Professional Recordings

Stavencrows

New member
Hi,

I've got a song mixed using my sound card (Yamaha SW1000XG) and I'm quite happy with it but I was wondering. If I wanted a professional recording studio to make the mix "perfect" how would I go about it? I mean, for a band you lug your equipment over and play but in this case I've got a load of MIDI files on a computer and a load of voice samples I'm quite fond of. What's the normal way of allowing someone in a studio to get their hands on my mix?

Should this post should go in PC recording forum? Anyway I've been reading around this forum and here's my first question. Sorry, I'd like to have posted more replies but I'm too inexperienced at the moment but I'm learning a LOT from this place!

Thanks(did that make sense?) :confused:
 
Better yet, you could actually round up a bunch of real musicians, and have them play your stuff for you. And record it. With a real engineer.


That would be pretty sweet.
 
Blue Bear does some pretty nice mixing from tracks he's never heard before also, so I understand (hint, wink, nudge). ;)
 
Chessrock said:
Better yet, you could actually round up a bunch of real musicians, and have them play your stuff for you. And record it. With a real engineer.

I'd love to do that but most of my songs have string but for the bass + drums definitely. Or I could hire an orchestra too :)

Massive Master said:
Blue Bear does some pretty nice mixing from tracks he's never heard before also, so I understand (hint, wink, nudge). ;)
I'll make sure I remember that
 
A dream of mine is to someday have my own set of timpani's..... use em as toms....

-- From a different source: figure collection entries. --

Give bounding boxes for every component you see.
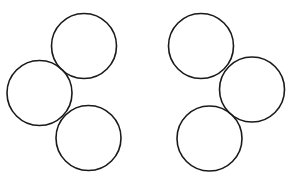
- left-group-bottom-circle: [56, 106, 121, 171]
- right-group-top-circle: [169, 14, 234, 79]
- left-group-middle-left-circle: [7, 61, 72, 126]
- right-group-bottom-circle: [177, 106, 242, 171]
- left-group: [7, 14, 121, 171]
- circles-diagram: [0, 0, 291, 182]
- right-group: [169, 14, 285, 172]
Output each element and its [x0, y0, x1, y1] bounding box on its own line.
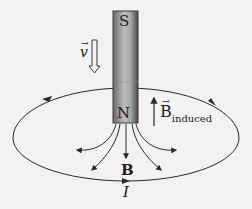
- field-line-left-outer: [77, 124, 116, 150]
- current-label: I: [123, 185, 129, 200]
- field-line-right-outer: [136, 124, 176, 150]
- velocity-label: → v: [80, 45, 88, 59]
- induced-field-subscript: induced: [172, 113, 212, 124]
- north-pole-label: N: [117, 106, 130, 121]
- field-line-right-inner: [132, 124, 161, 170]
- induction-diagram: S N → v → Binduced B I: [0, 0, 252, 209]
- vector-mark-icon: →: [162, 97, 170, 106]
- vector-mark-icon: →: [81, 39, 89, 48]
- induced-field-label: → Binduced: [160, 104, 212, 120]
- velocity-arrow-icon: [89, 40, 100, 73]
- south-pole-label: S: [119, 14, 129, 29]
- magnet-field-label: B: [121, 163, 134, 178]
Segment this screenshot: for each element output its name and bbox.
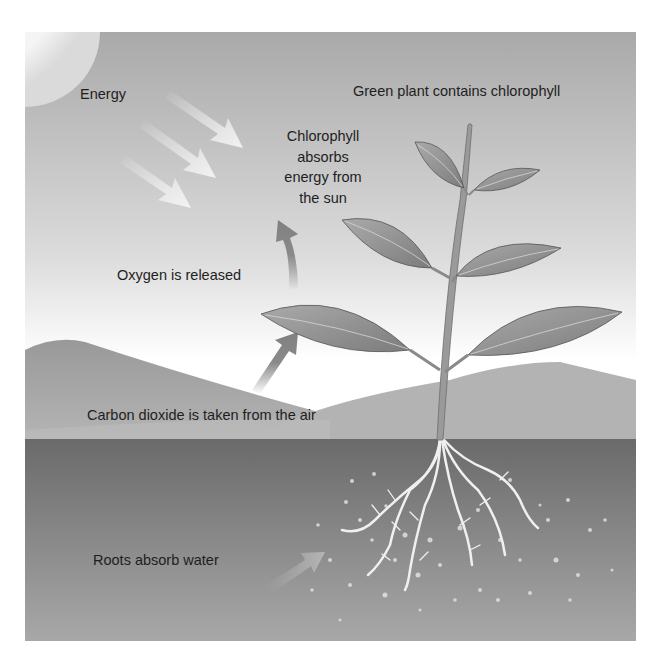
energy-label: Energy: [80, 84, 126, 104]
oxygen-label: Oxygen is released: [117, 265, 241, 285]
roots-label: Roots absorb water: [93, 550, 219, 570]
chlorophyll-absorbs-label: Chlorophyll absorbs energy from the sun: [268, 126, 378, 208]
carbon-dioxide-label: Carbon dioxide is taken from the air: [87, 405, 316, 425]
soil: [25, 439, 636, 641]
green-plant-label: Green plant contains chlorophyll: [353, 81, 560, 101]
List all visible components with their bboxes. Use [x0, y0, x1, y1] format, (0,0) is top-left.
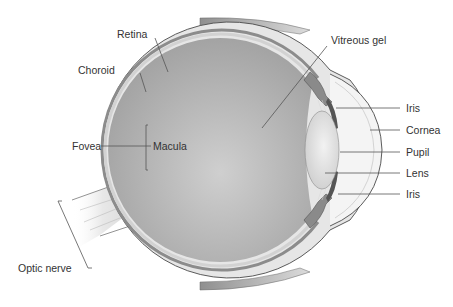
- label-iris-top: Iris: [406, 102, 420, 114]
- eye-diagram: Retina Choroid Fovea Macula Vitreous gel…: [0, 0, 453, 307]
- label-choroid: Choroid: [78, 64, 115, 76]
- label-fovea: Fovea: [72, 140, 101, 152]
- label-retina: Retina: [117, 28, 148, 40]
- label-macula: Macula: [153, 140, 187, 152]
- label-vitreous-gel: Vitreous gel: [331, 34, 386, 46]
- label-cornea: Cornea: [406, 124, 441, 136]
- lens: [305, 111, 339, 189]
- label-pupil: Pupil: [406, 146, 429, 158]
- label-optic-nerve: Optic nerve: [18, 262, 72, 274]
- label-lens: Lens: [406, 167, 429, 179]
- label-iris-bottom: Iris: [406, 188, 420, 200]
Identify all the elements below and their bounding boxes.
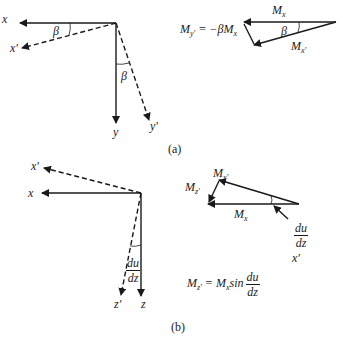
label-mx-prime: Mx': [291, 40, 306, 55]
label-x-prime-b: x': [31, 160, 39, 172]
label-mx-prime-b: Mx': [213, 167, 228, 182]
label-z: z: [141, 298, 146, 310]
equation-mz-prime: Mz' = Mxsin dudz: [187, 271, 260, 298]
caption-a: (a): [168, 143, 181, 155]
label-x: x: [2, 13, 7, 25]
label-du-dz-axis: dudz: [126, 257, 140, 284]
label-beta-side: β: [121, 70, 127, 82]
label-beta-vec: β: [281, 25, 287, 37]
label-mx-b: Mx: [234, 208, 248, 223]
label-y-prime: y': [150, 120, 158, 132]
vector-mz-prime-b: [209, 181, 219, 202]
label-mx: Mx: [272, 4, 286, 19]
angle-arc-b: [130, 245, 141, 246]
vector-my-prime: [244, 24, 254, 44]
label-x-prime: x': [10, 42, 18, 54]
angle-arc-a-vec: [298, 22, 299, 32]
vector-mx-prime-b: [219, 180, 299, 204]
axis-x-prime: [22, 23, 116, 48]
angle-arc-b-vec: [271, 196, 272, 204]
angle-arc-side: [116, 63, 129, 64]
label-du-dz-vec: dudz: [294, 222, 308, 249]
label-x-prime-vec: x': [292, 252, 300, 264]
angle-pointer-arrow: [274, 206, 288, 219]
axis-x-prime-b: [44, 168, 141, 193]
label-z-prime: z': [114, 298, 121, 310]
label-x-b: x: [28, 187, 33, 199]
caption-b: (b): [171, 321, 185, 333]
angle-arc-top: [69, 23, 70, 35]
label-y: y: [113, 126, 118, 138]
label-mz-prime-b: Mz': [185, 181, 200, 196]
label-beta-top: β: [53, 25, 59, 37]
equation-my-prime: My' = −βMx: [180, 23, 237, 38]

Or just abuse them and put some thunderous percussion in every song whether it's appropriate or not.

That would be so cool.
 
Have you joined the SW1000XG group:

http://www.sw1000xg.com/main.jsp

It's not very active anymore, most people have moved on; but I still think it's a cool card--someday I might actually really learn to use it!

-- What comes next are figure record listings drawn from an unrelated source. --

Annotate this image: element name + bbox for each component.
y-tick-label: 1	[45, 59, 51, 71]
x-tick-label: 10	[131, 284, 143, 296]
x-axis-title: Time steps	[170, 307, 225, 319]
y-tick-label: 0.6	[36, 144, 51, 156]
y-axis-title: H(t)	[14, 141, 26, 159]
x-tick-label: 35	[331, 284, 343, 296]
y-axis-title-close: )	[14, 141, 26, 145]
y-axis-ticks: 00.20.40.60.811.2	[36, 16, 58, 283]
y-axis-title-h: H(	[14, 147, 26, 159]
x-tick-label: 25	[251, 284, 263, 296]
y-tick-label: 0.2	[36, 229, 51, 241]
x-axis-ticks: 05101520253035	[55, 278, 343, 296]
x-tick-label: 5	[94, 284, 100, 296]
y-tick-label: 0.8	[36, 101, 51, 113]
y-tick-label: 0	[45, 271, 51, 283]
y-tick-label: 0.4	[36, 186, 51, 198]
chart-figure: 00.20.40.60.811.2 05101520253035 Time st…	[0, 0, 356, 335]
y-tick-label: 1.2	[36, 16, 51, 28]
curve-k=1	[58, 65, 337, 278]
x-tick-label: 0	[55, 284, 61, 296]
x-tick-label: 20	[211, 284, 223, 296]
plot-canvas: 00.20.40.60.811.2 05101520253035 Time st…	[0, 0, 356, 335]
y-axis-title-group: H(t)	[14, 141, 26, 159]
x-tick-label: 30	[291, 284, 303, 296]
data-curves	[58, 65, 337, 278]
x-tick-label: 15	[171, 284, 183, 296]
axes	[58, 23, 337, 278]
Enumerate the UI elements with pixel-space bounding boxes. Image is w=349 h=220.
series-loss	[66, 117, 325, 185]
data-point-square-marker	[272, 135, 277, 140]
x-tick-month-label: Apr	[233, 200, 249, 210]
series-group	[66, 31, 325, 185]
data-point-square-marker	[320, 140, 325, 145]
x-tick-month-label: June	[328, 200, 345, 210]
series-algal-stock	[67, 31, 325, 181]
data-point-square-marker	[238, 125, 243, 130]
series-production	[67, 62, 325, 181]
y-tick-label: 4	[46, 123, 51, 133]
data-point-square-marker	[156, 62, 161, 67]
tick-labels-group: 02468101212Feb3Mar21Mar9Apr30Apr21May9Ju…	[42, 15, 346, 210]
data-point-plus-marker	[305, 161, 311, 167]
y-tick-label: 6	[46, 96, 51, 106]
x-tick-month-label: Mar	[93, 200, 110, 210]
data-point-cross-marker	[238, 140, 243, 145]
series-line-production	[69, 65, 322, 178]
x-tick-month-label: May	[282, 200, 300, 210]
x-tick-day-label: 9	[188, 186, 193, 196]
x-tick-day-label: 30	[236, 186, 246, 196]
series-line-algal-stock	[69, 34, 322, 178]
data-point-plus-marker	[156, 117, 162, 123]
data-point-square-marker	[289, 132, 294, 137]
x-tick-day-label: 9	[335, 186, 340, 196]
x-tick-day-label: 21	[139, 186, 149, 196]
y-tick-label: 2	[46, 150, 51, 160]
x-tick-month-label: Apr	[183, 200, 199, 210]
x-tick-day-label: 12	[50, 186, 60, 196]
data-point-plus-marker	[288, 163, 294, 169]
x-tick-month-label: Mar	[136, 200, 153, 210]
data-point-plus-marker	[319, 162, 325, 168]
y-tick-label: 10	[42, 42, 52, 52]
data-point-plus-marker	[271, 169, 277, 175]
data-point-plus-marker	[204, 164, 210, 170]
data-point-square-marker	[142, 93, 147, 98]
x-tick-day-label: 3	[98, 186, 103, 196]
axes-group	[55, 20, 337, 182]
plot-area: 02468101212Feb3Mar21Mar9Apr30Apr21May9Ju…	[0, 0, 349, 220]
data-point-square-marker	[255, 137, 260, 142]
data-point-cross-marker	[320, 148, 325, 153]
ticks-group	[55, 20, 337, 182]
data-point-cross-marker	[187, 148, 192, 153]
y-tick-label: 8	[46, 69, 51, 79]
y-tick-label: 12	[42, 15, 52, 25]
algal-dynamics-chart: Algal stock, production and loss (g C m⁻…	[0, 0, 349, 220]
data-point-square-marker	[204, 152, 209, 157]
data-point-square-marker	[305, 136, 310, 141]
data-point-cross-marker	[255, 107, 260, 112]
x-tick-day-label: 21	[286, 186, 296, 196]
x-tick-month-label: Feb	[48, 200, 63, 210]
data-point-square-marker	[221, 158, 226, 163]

With the SW you can either record the stereo mix off the card via Wav in #2, or you can send audio out on 6 stereo Wav outs, for a total of 12 tracks. So if you wanted to export more than 12 MIDI tracks to discrete .wav files, I'm pretty sure you'll have to transfer them in groups and synch up in your software.

But check the archive of that group, this was discussed a dozen times in 2000 and 2001.

Also get the Advanced User Guide here:

http://www.yamaha.co.uk/eurohome/library/sw1000xg/swbook_e.pdf
 
Best thing to do is call or e-mail a studio you're interested in, tell them your situation, what system you're running, and ask them what you'd need to do before going in to their facility. They probably won't step you through the process but they can tell you something like render seperate audio track files (WAV, AIFF, etc) on such-and-such medium (CD-R, DVD, etc).

Asking is much easier than guessing then finding out you booked time only to go in with incompatible files.

--Adam Lazlo
 
mshilarious said:
I still think it's a cool card--someday I might actually really learn to use it!

Yeah, I love it - for a non-professional it's got all I need. It's a nightmare using it with Cubase though - took me ages to learn how to set it up. I've not joined the SW1000XG group though - will do that. Thanks.


analogelectric said:
Asking is much easier than guessing then finding out you booked time only to go in with incompatible files.

That's what I love about this site - I really should have thought about these things myself before posting but people are still prepared to help out.
 
My Korg 01/W FD (old school 90s baby!) has a patch call "Orchestral Percussion". The lower half of the keys are a bunch of Timpanis, then some big crash cymbals (the kind where you hold two together and bang them together, like in 5th grade band!) and the rest are big bell chimes (or something like that). But the timpanis kick a*s!

mattamatta said:
A dream of mine is to someday have my own set of timpani's..... use em as toms....

Or just abuse them and put some thunderous percussion in every song whether it's appropriate or not.

That would be so cool.
 
The word "perfect" is an extremely subjective one. Everyone has their own idea of what perfect is, and believe me, they'll tell ya.